4 Linear maps, isomorphism of vector spaces
Definition 2.21. Let V and W be vector spaces. We say that a map f : V →
W is a
homomorphism or a linear map if
Exercise 2.22. Show that if f is a linear map then f(0) = 0.
Exercise 2.23. Show that .
Definition 2.24. We say that f is an isomorphism if f is a
bijective homomorphism.
Definition 2.25. Two spaces V and W are isomorphic if there exists
an isomorphism be-
tween them.
Exercise 2.26. Show the relation of being isomorphic is an equivalence
relation.
Exercise 2.27. Show that an isomorphism maps bases to bases.

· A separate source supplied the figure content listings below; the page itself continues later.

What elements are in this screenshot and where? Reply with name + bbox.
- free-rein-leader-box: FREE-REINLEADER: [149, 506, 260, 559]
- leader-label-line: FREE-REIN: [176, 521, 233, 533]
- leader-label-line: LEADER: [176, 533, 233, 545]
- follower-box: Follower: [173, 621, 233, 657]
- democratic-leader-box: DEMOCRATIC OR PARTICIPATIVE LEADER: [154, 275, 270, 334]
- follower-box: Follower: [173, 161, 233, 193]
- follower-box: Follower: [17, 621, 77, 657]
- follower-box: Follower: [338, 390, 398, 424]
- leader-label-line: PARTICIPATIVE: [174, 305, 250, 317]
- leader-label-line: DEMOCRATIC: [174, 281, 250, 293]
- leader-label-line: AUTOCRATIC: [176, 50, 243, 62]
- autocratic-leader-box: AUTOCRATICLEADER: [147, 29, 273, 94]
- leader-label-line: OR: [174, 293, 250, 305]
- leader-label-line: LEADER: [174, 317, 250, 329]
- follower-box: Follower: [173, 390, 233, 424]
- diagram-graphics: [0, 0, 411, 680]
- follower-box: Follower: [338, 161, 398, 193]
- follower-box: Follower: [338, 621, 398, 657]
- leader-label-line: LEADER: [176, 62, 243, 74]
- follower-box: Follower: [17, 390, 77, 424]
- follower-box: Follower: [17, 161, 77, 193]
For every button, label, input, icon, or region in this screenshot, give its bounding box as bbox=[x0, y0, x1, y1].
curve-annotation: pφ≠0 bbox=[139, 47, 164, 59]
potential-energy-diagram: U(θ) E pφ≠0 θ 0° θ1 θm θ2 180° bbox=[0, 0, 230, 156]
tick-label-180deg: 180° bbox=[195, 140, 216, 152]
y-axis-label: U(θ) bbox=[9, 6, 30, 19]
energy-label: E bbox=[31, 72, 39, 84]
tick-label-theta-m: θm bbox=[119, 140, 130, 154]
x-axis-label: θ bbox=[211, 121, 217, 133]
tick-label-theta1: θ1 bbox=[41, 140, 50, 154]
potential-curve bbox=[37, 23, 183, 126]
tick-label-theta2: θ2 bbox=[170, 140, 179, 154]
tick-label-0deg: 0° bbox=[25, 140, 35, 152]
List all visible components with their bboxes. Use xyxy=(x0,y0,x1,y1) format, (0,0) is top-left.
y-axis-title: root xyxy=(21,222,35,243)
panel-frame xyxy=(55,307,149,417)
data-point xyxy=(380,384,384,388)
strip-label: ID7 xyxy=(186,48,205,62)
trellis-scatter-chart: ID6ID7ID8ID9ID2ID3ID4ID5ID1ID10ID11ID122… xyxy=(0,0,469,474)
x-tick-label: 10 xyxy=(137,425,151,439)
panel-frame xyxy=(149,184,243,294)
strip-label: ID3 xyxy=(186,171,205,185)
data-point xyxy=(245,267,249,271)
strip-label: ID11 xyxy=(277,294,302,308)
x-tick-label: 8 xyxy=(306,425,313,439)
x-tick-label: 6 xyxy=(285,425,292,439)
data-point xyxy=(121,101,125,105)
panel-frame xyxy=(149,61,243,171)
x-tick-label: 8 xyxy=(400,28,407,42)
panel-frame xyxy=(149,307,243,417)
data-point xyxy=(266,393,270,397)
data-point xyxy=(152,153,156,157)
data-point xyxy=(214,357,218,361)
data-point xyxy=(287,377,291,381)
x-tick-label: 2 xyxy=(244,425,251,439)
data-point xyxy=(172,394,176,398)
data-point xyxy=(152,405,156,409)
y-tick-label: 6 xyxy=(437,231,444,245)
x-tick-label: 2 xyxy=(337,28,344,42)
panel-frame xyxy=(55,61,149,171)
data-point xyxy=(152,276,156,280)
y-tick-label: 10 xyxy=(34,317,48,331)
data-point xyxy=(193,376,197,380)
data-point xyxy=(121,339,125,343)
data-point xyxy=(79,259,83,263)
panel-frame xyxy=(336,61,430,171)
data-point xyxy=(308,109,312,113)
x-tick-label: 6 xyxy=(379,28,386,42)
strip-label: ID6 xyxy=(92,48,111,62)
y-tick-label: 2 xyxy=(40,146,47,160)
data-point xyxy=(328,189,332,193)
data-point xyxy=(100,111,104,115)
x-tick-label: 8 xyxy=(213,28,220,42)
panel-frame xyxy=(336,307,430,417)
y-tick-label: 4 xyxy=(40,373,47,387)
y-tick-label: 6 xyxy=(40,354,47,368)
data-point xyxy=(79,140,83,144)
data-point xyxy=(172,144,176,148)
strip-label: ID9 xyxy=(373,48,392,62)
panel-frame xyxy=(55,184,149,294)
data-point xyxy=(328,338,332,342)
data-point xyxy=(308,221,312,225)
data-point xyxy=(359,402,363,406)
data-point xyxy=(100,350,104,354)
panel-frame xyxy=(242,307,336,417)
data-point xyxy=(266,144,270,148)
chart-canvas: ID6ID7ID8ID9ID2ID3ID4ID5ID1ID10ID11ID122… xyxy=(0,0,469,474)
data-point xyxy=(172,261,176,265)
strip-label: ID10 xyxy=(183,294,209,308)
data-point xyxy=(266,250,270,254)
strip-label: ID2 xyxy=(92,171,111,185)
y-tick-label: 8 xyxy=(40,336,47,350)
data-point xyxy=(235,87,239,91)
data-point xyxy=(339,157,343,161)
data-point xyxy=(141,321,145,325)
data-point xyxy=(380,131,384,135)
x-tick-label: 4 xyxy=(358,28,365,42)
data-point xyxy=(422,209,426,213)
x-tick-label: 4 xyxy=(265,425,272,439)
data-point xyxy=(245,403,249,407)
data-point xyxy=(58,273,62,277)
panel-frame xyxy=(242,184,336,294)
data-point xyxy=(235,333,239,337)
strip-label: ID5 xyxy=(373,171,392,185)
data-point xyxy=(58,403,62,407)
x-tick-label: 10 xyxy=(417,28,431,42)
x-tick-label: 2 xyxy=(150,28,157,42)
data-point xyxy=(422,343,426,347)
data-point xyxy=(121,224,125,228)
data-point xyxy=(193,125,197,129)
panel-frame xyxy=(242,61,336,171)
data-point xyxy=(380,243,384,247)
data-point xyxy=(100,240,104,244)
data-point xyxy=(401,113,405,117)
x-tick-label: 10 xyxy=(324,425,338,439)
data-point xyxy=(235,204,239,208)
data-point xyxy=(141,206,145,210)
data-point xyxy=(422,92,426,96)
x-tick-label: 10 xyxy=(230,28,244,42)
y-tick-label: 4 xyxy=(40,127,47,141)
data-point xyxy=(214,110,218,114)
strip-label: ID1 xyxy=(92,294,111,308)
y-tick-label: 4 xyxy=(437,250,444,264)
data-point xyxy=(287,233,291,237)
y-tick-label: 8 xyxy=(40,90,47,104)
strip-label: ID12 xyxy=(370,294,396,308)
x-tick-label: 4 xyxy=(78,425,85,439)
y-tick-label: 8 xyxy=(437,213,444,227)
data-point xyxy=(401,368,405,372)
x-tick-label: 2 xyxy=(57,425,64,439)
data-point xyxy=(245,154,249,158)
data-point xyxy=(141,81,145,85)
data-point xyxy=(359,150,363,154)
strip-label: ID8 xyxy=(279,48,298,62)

Theorem 2.28. If dim(V ) = n then .
Proof: Choose a basis, B of V , now map each vector to its coordinate
vector, i.e. v → [v]B.
Definition 2.29. We denote the image of f as the set
Definition 2.30. We denote the kernel of f as the set
Exercise 2.31. For a linear map f : V → W show that im(f) ≤ W and
ker(f) ≤ V .
Theorem 2.32. For a linear map f : V → W we have
dim ker(f) + dim im(f) = dim V.
Lemma 2.33. If U ≤ V and A is a basis of U then A can be extended to a
basis of V .
Exercise 2.34. Prove Theorem ??. Hint: apply Lemma ?? setting U = ker(f).

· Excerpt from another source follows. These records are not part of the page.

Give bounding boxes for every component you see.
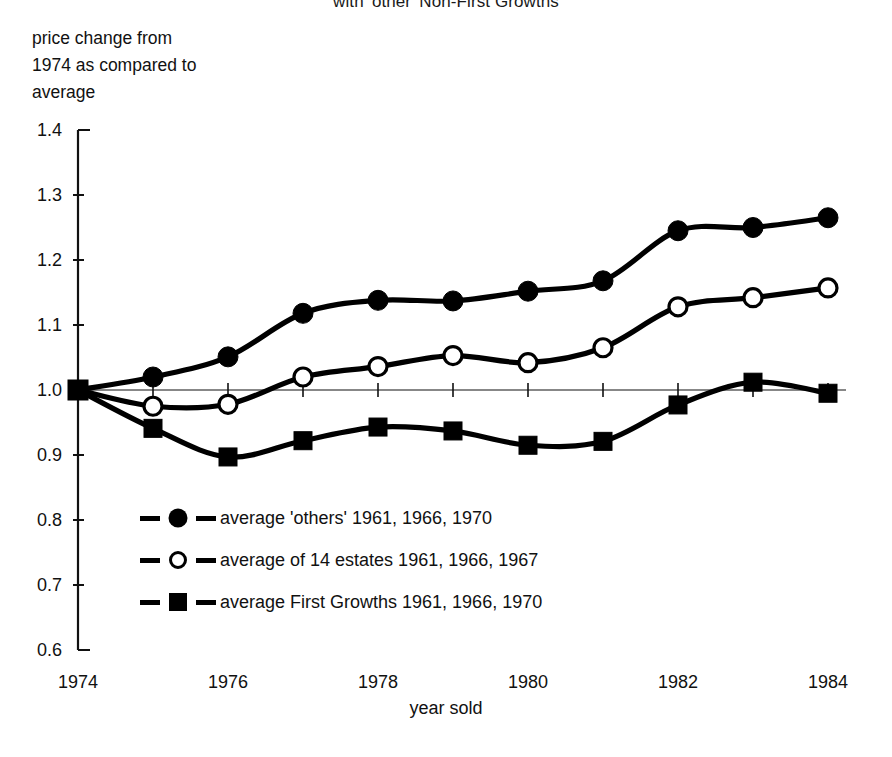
data-point[interactable]: [593, 271, 613, 291]
data-point[interactable]: [443, 291, 463, 311]
x-tick-label: 1978: [358, 672, 398, 692]
data-point[interactable]: [144, 397, 162, 415]
data-point[interactable]: [669, 298, 687, 316]
data-point[interactable]: [218, 347, 238, 367]
x-tick-label: 1984: [808, 672, 848, 692]
data-point-origin[interactable]: [68, 380, 88, 400]
data-point[interactable]: [368, 290, 388, 310]
x-tick-label: 1974: [58, 672, 98, 692]
data-series-group: [68, 208, 838, 466]
data-point[interactable]: [369, 418, 387, 436]
y-tick-label: 0.7: [37, 575, 62, 595]
y-tick-label: 1.0: [37, 380, 62, 400]
legend: average 'others' 1961, 1966, 1970 averag…: [140, 497, 542, 623]
chart-root: with 'other' Non-First Growths price cha…: [0, 0, 892, 757]
data-point[interactable]: [819, 384, 837, 402]
data-point[interactable]: [519, 436, 537, 454]
data-point[interactable]: [369, 358, 387, 376]
y-tick-label: 1.2: [37, 250, 62, 270]
y-tick-label: 0.9: [37, 445, 62, 465]
data-point[interactable]: [818, 208, 838, 228]
data-point[interactable]: [143, 367, 163, 387]
data-point[interactable]: [219, 395, 237, 413]
data-point[interactable]: [594, 432, 612, 450]
data-point[interactable]: [819, 279, 837, 297]
data-point[interactable]: [744, 373, 762, 391]
x-tick-label: 1976: [208, 672, 248, 692]
y-tick-label: 1.1: [37, 315, 62, 335]
data-point[interactable]: [293, 303, 313, 323]
legend-item-label: average First Growths 1961, 1966, 1970: [216, 592, 542, 613]
plot-area: 1.41.31.21.11.00.90.80.70.6 197419761978…: [0, 0, 892, 757]
y-tick-label: 1.3: [37, 185, 62, 205]
legend-item[interactable]: average 'others' 1961, 1966, 1970: [140, 497, 542, 539]
legend-item[interactable]: average First Growths 1961, 1966, 1970: [140, 581, 542, 623]
legend-key-square-filled-icon: [140, 589, 216, 615]
data-point[interactable]: [669, 396, 687, 414]
data-point[interactable]: [444, 422, 462, 440]
data-point[interactable]: [743, 218, 763, 238]
legend-item-label: average of 14 estates 1961, 1966, 1967: [216, 550, 538, 571]
y-tick-label: 0.6: [37, 640, 62, 660]
data-point[interactable]: [594, 339, 612, 357]
legend-key-circle-open-icon: [140, 547, 216, 573]
data-point[interactable]: [144, 419, 162, 437]
data-point[interactable]: [668, 221, 688, 241]
legend-item[interactable]: average of 14 estates 1961, 1966, 1967: [140, 539, 542, 581]
y-tick-label: 1.4: [37, 120, 62, 140]
x-axis-title: year sold: [0, 698, 892, 719]
data-point[interactable]: [444, 347, 462, 365]
data-point[interactable]: [744, 289, 762, 307]
data-point[interactable]: [519, 354, 537, 372]
legend-item-label: average 'others' 1961, 1966, 1970: [216, 508, 492, 529]
legend-key-circle-filled-icon: [140, 505, 216, 531]
data-point[interactable]: [294, 368, 312, 386]
data-point[interactable]: [294, 432, 312, 450]
x-tick-label: 1982: [658, 672, 698, 692]
x-tick-label: 1980: [508, 672, 548, 692]
data-point[interactable]: [518, 281, 538, 301]
y-tick-label: 0.8: [37, 510, 62, 530]
data-point[interactable]: [219, 448, 237, 466]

5 Vector spaces over number fields
Definition 2.35. A subset F
C is a number
field if F is closed under the four arithmetic
operations, i.e. for ,
Exercise 2.36. Show that if F is a number field then Q
F.
Exercise 2.37. Show that is a number
field.
Exercise 2.38. Show that is a number
field.
Exercise 2.39 (Vector Spaces over Number Fields). Convince yourself that
all of the
things we have said about vector spaces remain valid if we replace R and F.
Exercise 2.40. Show that if F,G are number fields and F
G then G is a vector space over
F.
Exercise 2.41. Show that .
Exercise 2.42. Show that has the
cardinality of "continuum," that is, it has the same
cardinality as R.
Exercise 2.43 (Cauchy' s Equation ). We consider functions f : R → R
satisfying Cauchy's
Equation: f(x + y) = f(x) + f(y) with x, y ∈ R. For such a function prove
that
(a) If f is continuous then f(x) = cx.
(b) If f is continuous at a point then f(x) = cx.

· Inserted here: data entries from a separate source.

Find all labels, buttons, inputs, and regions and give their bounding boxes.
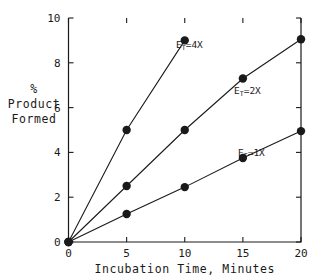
series-annotation-rest: =2X xyxy=(244,85,261,96)
data-point xyxy=(297,127,305,135)
y-tick-label: 8 xyxy=(54,57,61,70)
data-series xyxy=(69,39,302,242)
y-axis-title-line: Formed xyxy=(11,112,56,126)
data-markers xyxy=(64,35,305,246)
data-point xyxy=(122,182,130,190)
data-point xyxy=(122,210,130,218)
x-tick-label: 20 xyxy=(294,247,307,260)
data-point xyxy=(297,35,305,43)
data-point xyxy=(181,183,189,191)
data-point xyxy=(122,126,130,134)
data-point xyxy=(239,74,247,82)
series-annotation-rest: =1X xyxy=(248,147,265,158)
series-annotations: ET=4XET=2XET=1X xyxy=(176,39,265,160)
y-tick-label: 10 xyxy=(47,12,60,25)
y-tick-label: 2 xyxy=(54,191,61,204)
series-annotation: ET=2X xyxy=(234,85,261,98)
y-tick-label: 0 xyxy=(54,236,61,249)
data-point xyxy=(64,238,72,246)
series-line xyxy=(69,39,302,242)
chart-figure: 024681005101520 ET=4XET=2XET=1X Incubati… xyxy=(0,0,315,280)
x-tick-label: 10 xyxy=(178,247,191,260)
x-tick-label: 5 xyxy=(123,247,130,260)
y-axis-title-line: Product xyxy=(8,97,61,111)
x-axis-title: Incubation Time, Minutes xyxy=(94,262,275,276)
y-axis-title-line: % xyxy=(30,82,38,96)
line-chart: 024681005101520 ET=4XET=2XET=1X Incubati… xyxy=(0,0,315,280)
y-tick-label: 4 xyxy=(54,146,61,159)
series-annotation: ET=4X xyxy=(176,39,203,52)
x-tick-label: 15 xyxy=(236,247,249,260)
axis-titles: Incubation Time, Minutes%ProductFormed xyxy=(8,82,275,276)
data-point xyxy=(181,126,189,134)
series-annotation-rest: =4X xyxy=(186,39,203,50)
x-tick-label: 0 xyxy=(65,247,72,260)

(c) If f is bounded on some interval then f(x) = cx.
(d) If f is measurable in some interval then f(x) = cx.
(e) There exists a g : R → R such that g(x) ≠ cx but g(x + y) = g(x) + g(y).
(Hint: Use
the fact that R is a vector space over Q. Use a basis of this vector space. Such
a basis
is called a Hamel basis.
Exercise 2.44. Show that 1,, and
are linearly independent over Q.
Exercise 2.45. Show that and
are linearly independent over
Q.
Exercise 2.46. *Show that the set of square roots
of all of the square-free integers are linearly
independent over Q. (An integer is square free if it is not divisible by
the square of any prime
number. For instance, 30 is square free but 18 is not.)
Definition 2.47. A rational function f over R is a fraction of the
form
where g, h ∈ R[x] (that is g, h are real polynomials ) and h(x) ≠ 0 (h is
not the identically
zero polynomial ). More precisely , a rational function is an equivalence class of
fractions of
polynomials , where the fractions and
are equivalent if and only if
.
(This is analogous to the way fractions of integers represent rational numbers,
the fractions
3/2 and 6/4 represent the same rational number.) We denote the set of all
rational functions
as R(x).
Note that a rational function is not a function, it is an equivalence class of
formal quotients.
Exercise 2.48. Prove that the rational functions
are linearly independent set
over R(x).
Corollary 2.49. has the cardinality
of "conyinuum" (the same cardinality as R).
6 Elementary operations
Definition 2.50. The following actions on a set of vectors
are called elementary
operations:
(a) Replace by
where i ≠ j.
(b) Replace by
where α ≠ 0.
(c) Switch and
.
Exercise 2.51. Show that the rank of a list of vectors doesn't change
under elementary
operations.
Exercise 2.52. Let have rank r. Show
that by a sequence of elementary operations
we can get from to a set
such that
are linearly independent
and .
Consider a matrix. An elementary row-operation is an elementary operation
applied
to the rows of the matrix. Elementary column operations are defined analogously.
Exercise ??
shows that elementary row-operations do not change the row-rank of
A.
Exercise 2.53. Show that elementary row-operations do not change
the column-rank of
a matrix.
Exercise 2.54. Use Exercises ?? and ?? prove the "amazing" Theorem ??.